Mercatus More than Nobels
In “Nobel Rewards” in the January/February Briefly Noted section, you mention the outstanding work being done at George Mason University in Arlington, Virginia, with the support of the Charles G. Koch Charitable Foundation. Unfortunately, you quoted me such that readers may have misunderstood the foundation’s support and come away with a narrow vision of Mason’s scholarship and community service.
As you rightly note, the university’s Mercatus Center, with which Nobel laureate Dr. Vernon Smith is closely associated, has provided economic analyses of various federal regulations in response to the Office of Management and Budget’s request for public comments. That is a valuable service, but Mercatus serves society in many other ways. In fact, Mercatus’s Regulatory Studies Program, under which the regulatory research was conducted, is only one of many programs that take academic scholarship and apply it to real-world problems.
Through its Capitol Hill Campus, for example, Mercatus offers fundamental economic education to Hill staffers so they can apply the principles of economic analysis to their daily public policy challenges. Making use of top academic talent from around the country, Mercatus educated more than 2,100 staffers last year-one-third of the entire Hill staff community-in bipartisan programs that attracted both Republicans and Democrats, conservatives and liberals, chiefs of staff and legislative assistants.
Mercatus is also home to the Government Accountability Program (GAP) directed by Maurice McTigue. McTigue was a principal player in New Zealand’s miraculous economic turnaround 15 years ago and served that nation as a member of parliament, cabinet minister, and ambassador to Canada. GAP’s programs include its annual Performance Scorecard of federal agencies. Through the Performance Scorecard, McTigue and his team of researchers evaluate each agency based on the transparency of its reporting to Congress, the specificity of its documentation of tangible public benefits, and the extent of its forward-looking leadership. McTigue also works with federal agency leaders to help them focus their agencies and become more effective in delivering value to taxpayers. The proof of the pudding, after all, is in the eating not the spending.
Mercatus is also a font of research into social change so that social entrepreneurs, whether philanthropists or activists, can more effectively bring about improvements in our communities. In these efforts Mercatus works closely with Dr. Smith and the members of his Interdisciplinary Center for Economic Science at George Mason, as well as with Nobel laureate Douglass North at Washington University and many other cross-disciplinary scholars from leading universities around the country. This catholic approach reflects the Mercatus mission of integrating academic theory with real-world practice so that the ideas of market-oriented scholars can have the greatest positive impact on society. A promising example of such work is Mercatus’s Global Prosperity Initiative, directed by Dr. Peter Boettke. The program sends economics scholars to developing countries for intensive study of their laws and institutions and applies that knowledge in advising policy makers on how best to harness the tools of markets to bring peace and prosperity to citizens.
In short, this broad array of scholarship and training provided by Mercatus exemplifies the potential of universities to contribute to our well-being and, by extension, the potential of philanthropists to do good by supporting institutions of higher education.
— Kelly R. Young
Vice President, Charles G. Koch Charitable Foundation
Forgotten Awards
John Miller’s “Winning with Awards” (May/June 2003) neglected to mention one of the most important: the Goldman Environmental Prizes established by the Richard and Rhoda Goldman Fund of San Francisco. A $125,000 prize is given to individual grassroots leaders and heroes on each of six continents, making the yearly award a total of $750,000, surely one of the most lucrative. Winners are nominated by more than 50 national and international environmental organizations. The award ceremony, an annual event for more than a decade, is attended by literally thousands of people in San Francisco’s Opera House where the United Nations Charter was signed. The Goldman Prize has truly established itself as the “Nobel Prize for the Environment.”
— Dr. Stephen Dobbs
San Rafael, California
John J. Miller responds:
My article was not intended to list every notable prize but to explain how philanthropists may achieve their goals by conferring awards. The Goldman Environmental Prizes are listed on the annual register published by the International Congress of Distinguished Awards, a distinction they share with more than a dozen other prizes that focus on the environment, which suggests “the environment” is a crowded field when it comes to “distinguished awards.”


§ **TASK DIRECTIONS**: Where in the data below does the word "with" appear? Copy each line that holds it.
START STUDY MATERIAL
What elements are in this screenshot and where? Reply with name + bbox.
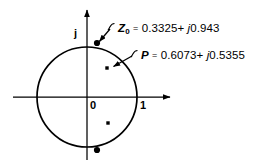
z0-imag-part: 0.943 xyxy=(190,22,219,34)
p-imag-part: 0.5355 xyxy=(209,49,245,61)
origin-label: 0 xyxy=(90,100,96,111)
cross-lower xyxy=(106,121,109,124)
p-cross-upper xyxy=(105,66,108,69)
imaginary-axis-label: j xyxy=(74,28,77,39)
real-unit-label: 1 xyxy=(140,100,146,111)
complex-plane-figure: j 0 1 Z0 = 0.3325+ j0.943 P = 0.6073+ j0… xyxy=(0,0,267,168)
p-real-part: 0.6073 xyxy=(161,49,197,61)
p-symbol: P xyxy=(141,49,149,61)
z0-leader-line xyxy=(108,24,115,31)
z0-annotation: Z0 = 0.3325+ j0.943 xyxy=(118,23,219,36)
z0-subscript: 0 xyxy=(125,27,130,36)
bottom-dot xyxy=(94,147,100,153)
p-annotation: P = 0.6073+ j0.5355 xyxy=(141,50,245,62)
z0-leader-arrow xyxy=(99,29,110,42)
z0-plus-sign: + xyxy=(177,22,184,34)
p-leader-arrow xyxy=(114,56,133,67)
z0-real-part: 0.3325 xyxy=(142,22,178,34)
p-plus-sign: + xyxy=(197,49,204,61)
p-equals: = xyxy=(152,50,157,60)
z0-equals: = xyxy=(133,23,138,33)
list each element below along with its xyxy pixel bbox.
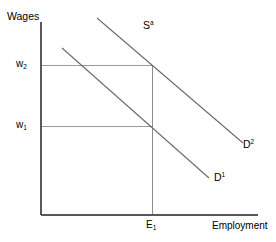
diagram-canvas bbox=[0, 0, 276, 242]
supply-curve-label: Sa bbox=[143, 20, 154, 31]
y-axis-title: Wages bbox=[7, 11, 39, 22]
y-tick-w2-subscript: 2 bbox=[23, 63, 27, 70]
demand-1-label-superscript: 1 bbox=[222, 171, 226, 178]
x-tick-e1-subscript: 1 bbox=[153, 224, 157, 231]
y-tick-label-w1: w1 bbox=[16, 120, 27, 130]
supply-label-main: S bbox=[143, 19, 150, 31]
demand-2-label-superscript: 2 bbox=[251, 138, 255, 145]
x-tick-label-e1: E1 bbox=[146, 220, 156, 230]
demand-curve-1-label: D1 bbox=[214, 172, 225, 183]
supply-curve bbox=[97, 18, 243, 143]
demand-curve-2-label: D2 bbox=[243, 139, 254, 150]
demand-2-label-main: D bbox=[243, 138, 251, 150]
demand-curve-1 bbox=[62, 48, 209, 178]
y-tick-w1-subscript: 1 bbox=[23, 124, 27, 131]
demand-1-label-main: D bbox=[214, 171, 222, 183]
x-tick-e1-main: E bbox=[146, 219, 153, 230]
supply-label-superscript: a bbox=[150, 19, 154, 26]
y-tick-label-w2: w2 bbox=[16, 59, 27, 69]
wage-employment-diagram: Wages Employment w2 w1 E1 Sa D1 D2 bbox=[0, 0, 276, 242]
x-axis-title: Employment bbox=[212, 221, 268, 231]
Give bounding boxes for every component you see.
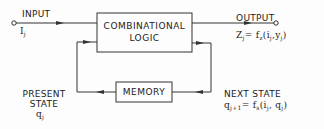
END STUDY MATERIAL
§ **THE ANSWER**:
What elements are in this screenshot and where? Reply with name + bbox.
list each element below along with its xyxy pixel bbox.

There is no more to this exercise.